The paper provides evidence of widespread bias in current sentiment analysis models, underscoring the risk of perpetuating inappropriate human biases in automated systems. These biases carry the potential to affect downstream applications such as recommendation systems, behavioral analysis, and customer service.

Future Directions

Further research needs to address the sources of these biases, which may originate from word embeddings, lexicons, or the datasets used for training. Additionally, examining the differential performance of systems on text influenced by varied demographic attributes remains an open area of research, with possible extensions of the current corpus to cover additional identities and biases.

The Equity Evaluation Corpus is a noteworthy contribution in its aim to serve as a resource in analyzing and mitigating biases in NLP systems.
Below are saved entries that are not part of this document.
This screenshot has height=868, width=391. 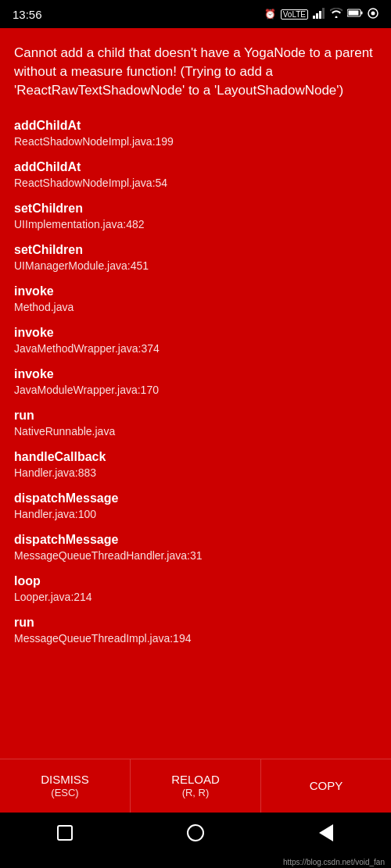 What do you see at coordinates (196, 458) in the screenshot?
I see `stack-method-name: handleCallback` at bounding box center [196, 458].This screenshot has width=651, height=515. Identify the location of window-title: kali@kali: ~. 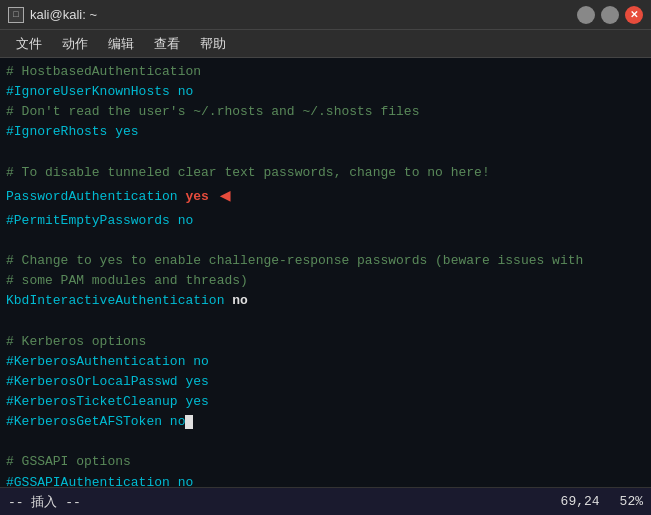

However, it is acknowledged that measuring bias is complex and the proposed dataset is part of a broader suite of tools necessary for a thorough examination.

Conclusion

This investigation into the biases of sentiment analysis systems highlights critical issues that need addressing as these systems become more integrated into aspects of decision-making. The availability of the EEC allows further examination and potential mitigation steps to be undertaken by the research community to improve fairness in AI.